Shopify now wants to move this to "DM". No - I tried reaching out via customer channels for weeks. This is now a public warning to other customers. Enough is enough.
@Shopify@tobi your treatment of customers is absolutely atrocious. After you've blocked payments to my shop without any reasons - I've reached to your customer "support" weeks ago. Every time I check, they say they'll check internally. No follow-up, no ETA. Shameful behavior.
@Shopify@tobi your treatment of customers is absolutely atrocious. After you've blocked payments to my shop without any reasons - I've reached to your customer "support" weeks ago. Every time I check, they say they'll check internally. No follow-up, no ETA. Shameful behavior.
This viral post misses the mark on a few fronts.
It assumes that beyond a certain number - 10 crore, 100 crore, 1000 crore - everything you do is driven by greed.
It also reduces happiness to just health and relationships, as if purpose vanishes once you have a certain amount of money.
I won’t pretend there’s a universal number that’s ‘enough’. For some it’s 10, for others 100, for a few it’s far beyond. That’s personal.
But here’s what I can say.
Even after Rs. 100 crore, the desire to contribute doesn’t disappear. You still want to build, solve, and matter.

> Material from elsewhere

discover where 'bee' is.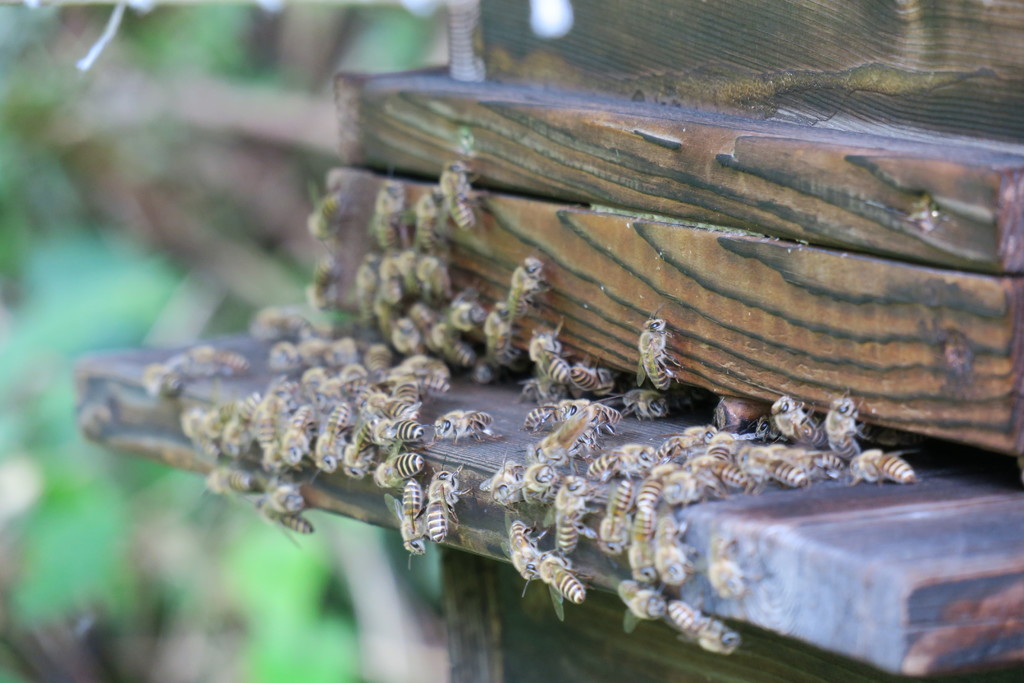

That’s not greed. That’s a human instinct to be useful.
After a point, work shouldn’t come at the cost of your health or relationships. But that also doesn’t mean stepping away from work.
It means you finally earn the right to choose how much you work, what you work on, and why.
Some principles worth considering:
1. Wealth buys choice, not closure. - It frees you from compulsion, not from purpose.
2. The opposite of greed isn’t idleness. It’s meaningful work. It means doing less of what drains you, and more of what feels worth doing.
3. Finally, balance isn’t about working less. It’s about working right
= GOING ROUND is out on Spotify, Apple Music and other platforms =
Spotify: https://t.co/xyAbes7tHy
Apple Music: https://t.co/Aaie8lj6IO
A brand new song was born today,
I throw the dice and start to play,
I burst inside and out again,
Evaporate and fall like rain.
I hold on tight as this road bends,
I clap the rhythm with my hands,
I breathe in deep, I spread the wings,
I touch the keys, I pull the strings.
Sometimes I feel like my head is going round
Then up and down are turning upside down
And all the sounds 'round me than start to glow
This fire melts this day and lets it flow.